We  understand  that  Mr  Foster  expressed  himself  perfectly
willing to permit the removal of the coffin if legal faculty was

eldest son of John Foster, whose father William had been
an important architect in Liverpool and was nick-named
the ‘King of Liverpool’ owing to the number of buildings he
had designed for the city which included Lime Street
station.10 His mother Margaret Troutbeck,11 was the
daughter of William Troutbeck, a very wealthy merchant
and an influential man, partly due to his supposed lineage
to King John.

obtained. The grounds of the objections to the one produced,
was we believe that no citation had been produced or issued to
let the objectors come forward.

The memorial on which it had been  obtained also stated that
the  applicants had obtained  the  consent of  the  Rev. Dawson,
Rector of Belchamp Otten, for re-interment in his churchyard.

This  is  denied,  on  the  other  side  it  is  alleged  to  have  been
given   verbally.   However   written   notices   were   served   on
Tuesday,  on Mr  Vial,  not  to proceed  to inter  the remains in

 John  Henry  inherited  a  large  fortune  from  his
grandfathers and father and throughout  his lifetime
courted the rich and powerful. He spent his early years in
his home city, was educated privately, went in due course
to St Mary Hall, Oxford, and entered the church.

Belchamp Otten Churchyard.
 The Bishop of Rochester had also written to Mr Foster to say

the faculty obtained was quite out of order, no citation having
been issued.

 His first curacy was at Kempston, Bedfordshire in 1844
where he married his first wife Rosalind. She gave him
three children, two of whom would die before the age of
three.

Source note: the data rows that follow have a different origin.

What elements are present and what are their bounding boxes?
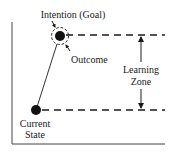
current-state-label-line1: Current bbox=[20, 118, 51, 129]
outcome-pointer-arrow-icon bbox=[66, 45, 70, 51]
learning-zone-label-line1: Learning bbox=[123, 64, 159, 75]
current-state-label-line2: State bbox=[25, 129, 46, 140]
learning-zone-diagram: Intention (Goal) Outcome Learning Zone C… bbox=[0, 0, 175, 152]
goal-pointer-arrow-icon bbox=[52, 21, 55, 27]
goal-dot bbox=[55, 31, 65, 41]
current-state-dot bbox=[31, 105, 41, 115]
goal-label: Intention (Goal) bbox=[41, 9, 106, 21]
outcome-label: Outcome bbox=[71, 54, 108, 65]
progress-line bbox=[37, 44, 57, 107]
learning-zone-label-line2: Zone bbox=[131, 76, 152, 87]
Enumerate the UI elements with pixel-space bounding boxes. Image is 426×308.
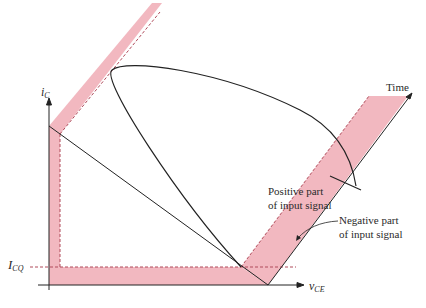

He was instituted to the living of SS Peter & Paul,
Foxearth, a year later in 1845 - the same year a good friend
and  fellow  Tractarian  John  Henry  (later  Cardinal)
Newman converted to Rome.

It  appears  Mrs.  Ewer  had  also  protested  and  prayed  the
Bishop not to permit the removal. An order likewise was given

by  the  Rector and  churchwardens of  Belchamp Otten  not to
assist in any manner.

No  attempt  was  made  to  disinter  the  body,  and  about  five
o'clock the hearse and the men left the ground, and the crowd

 Up to the time of his death, Foster was domestic
chaplain to the Molyneux family, who were Earl’s of Sefton
and lived at Croxteth Hall12 near Liverpool and one of the

dispersed. We hear it is intended to take proceedings, and that
the  matter  is  likely  to  cause  considerable  litigation  in  the

Ecclesiastical Courts.

grandest estates of its day with farmland stretching for
several square miles.

Samuel’s body was later exhumed early one morning
and re-buried in Belchamp Otten churchyard though the
perpetrators had charges of body stealing and sacrilege lay
against them. However, it seems the crime was not fully
investigated and the charges were later dropped by the
order of the Rector. Simon Quy Viall eventually sold Lower
Hall Farm for £3000 in 1862 to real estate agents Oakes,
Bevan & Co in which the Rector’s brother George Anthony
Foster was a partner. On its sale Viall returned to his other
home at Baythorne Hall at Birdbrook, Essex, where he died
in 1885.

10

On his death in 1846, William Foster left an estate worth in
excess of £300,000. Rev John Foster received £30,000.

11 She died in 1862 leaving an estate of at least £200,000. The

money from the estate was used to buy property in various
villages (including Foxearth) and paid for alterations to SS Peter

& Paul, Foxearth.
12Begun 1575. The Earl of Sefton was responsible for leasing

land at Aintree for the purpose of horseracing and visited his
Chaplain at Foxearth on more than one occasion.  The Earl’s
nephew was priest at St Peter, Sudbury, 1847 – 1876.